More than 1,000 adults have been counted at the Veazie trap so far this year, up slightly from last year and roughly double the returns in 2000. Roughly 70 adults have shown up in Maine’s other rivers, which is three times as many as in 2005.
Biologists caution that manageable water levels and construction of an additional trap on the Kennebec River inflated this year’s count. But even omitting the Kennebec returns, this year’s adult counts outside of the Penobscot are still the highest since 2001 and the second-highest since 1996.
Nearly everyone involved in Maine’s restoration program predicts that an ambitious, collaborative effort to demolish two Penobscot dams and bypass a third offers the best chance at boosting salmon populations.
Maine politicians, environmental and conservation groups are scrambling to raise the $50 million needed to purchase the three dams. If successful, the river restoration plan could lead to 10,000 or more fish returning to the Penobscot alone each year, Keliher said.
Positive sign?
Sometimes a glimmer of hope appears where none was expected. That’s exactly what happened this summer in Cove Brook, a tiny Penobscot tributary, during a routine survey of the stream’s aquatic inhabitants.
Peter Ruksznis, an ASC biologist, carried on his back a large plastic contraption that looked like something out of the movie “Ghostbusters” as he and assistant Jason Czapiga strolled the brook with nets. Rubber boots protected the men from the electric shock waves the backpack contraption sent rippling through the water.
The electric currents temporarily stunned any aquatic animals in the immediate vicinity, allowing the biologists to easily net the fish, frogs and eels as they rose to the surface. The biologists noted the species and released the critters, which quickly regained their senses and swam away.
Ruksznis “electro-fishes” this unassuming brook year after year to document its aquatic diversity. Cove Brook is one of eight waterways in Maine that the federal government says harbor populations of genetically distinct salmon protected under the Endangered Species Act.
The biologists usually find plenty of fish in Cove Brook, but not the endangered kind.
“There were salmon here six years ago, but just a few,” he said. “I haven’t seen any since. Historically, there were a lot of salmon here.”
Moments later, however, a baby salmon popped to the surface amid the plethora of brook trout, suckers and eels. The men measured the 21/2-inch fish and took a small clipping from its fin to determine its genetic lineage.
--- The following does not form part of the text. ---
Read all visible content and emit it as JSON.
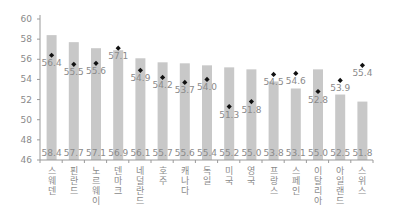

Because of tight budgets and space constraints at the hatcheries, Cove Brook and the Ducktrap River receive no hatchery-raised fish despite the federal protection. Biologists said they reluctantly “left out” the two small streams to focus on the rivers with the most potential for big returns.
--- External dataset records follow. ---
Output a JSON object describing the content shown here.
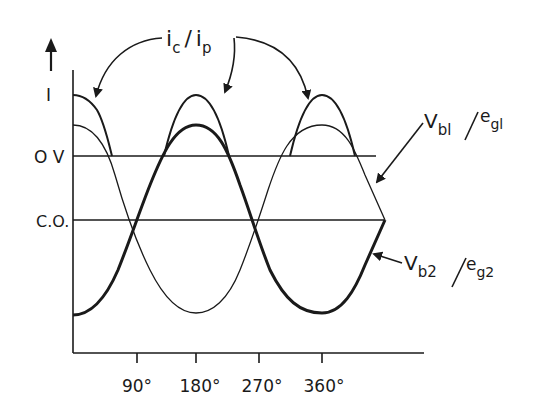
{
  "diagram": {
    "axis": {
      "y_label": "I",
      "y_levels": [
        {
          "label": "I",
          "y": 95
        },
        {
          "label": "O V",
          "y": 156
        },
        {
          "label": "C.O.",
          "y": 220
        }
      ],
      "x_ticks": [
        "90°",
        "180°",
        "270°",
        "360°"
      ]
    },
    "labels": {
      "current": {
        "main": "i",
        "sub": "c",
        "sep": "/",
        "main2": "i",
        "sub2": "p"
      },
      "vb1": {
        "main": "V",
        "sub": "bl",
        "sep": "/",
        "main2": "e",
        "sub2": "gl"
      },
      "vb2": {
        "main": "V",
        "sub": "b2",
        "sep": "/",
        "main2": "e",
        "sub2": "g2"
      }
    },
    "colors": {
      "ink": "#1a1a1a",
      "background": "#ffffff"
    }
  }
}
So are Cove Brook’s wild salmon populations rebounding on their own?
Ruksznis was pleased, but by no means elated, by the find. He speculated that the tiny fish’s parents could have strayed into the brook from the Penobscot. The worst-case scenario is that an adult aquaculture escapee found the brook and a mate and was now “diluting” the wild gene pool with weaker, biologically inferior offspring.
Ideally, two adults born in Cove Brook managed to survive to sexual maturity and somehow returned home to spawn.
Unfortunately, that would be the only salmon the two men found in Cove Brook that day. They put the months-old fish back into the stream, knowing the odds were slim of finding it or its offspring in Cove Brook again a few years from now.
While finding a young salmon was definitely a “good sign,” Cove Brook will need to produce many more salmon to recover, Ruksznis said.
“That one little fish doesn’t amount to much,” he said.
Still, Ruksznis and others involved in the restoration are not ready to give up on a species that holds such an honored place in Maine history and culture.
“I know I remain optimistic. I know the [ASC] board of commissioners is optimistic,” Keliher said. “And we continue to see staff working their tails off.”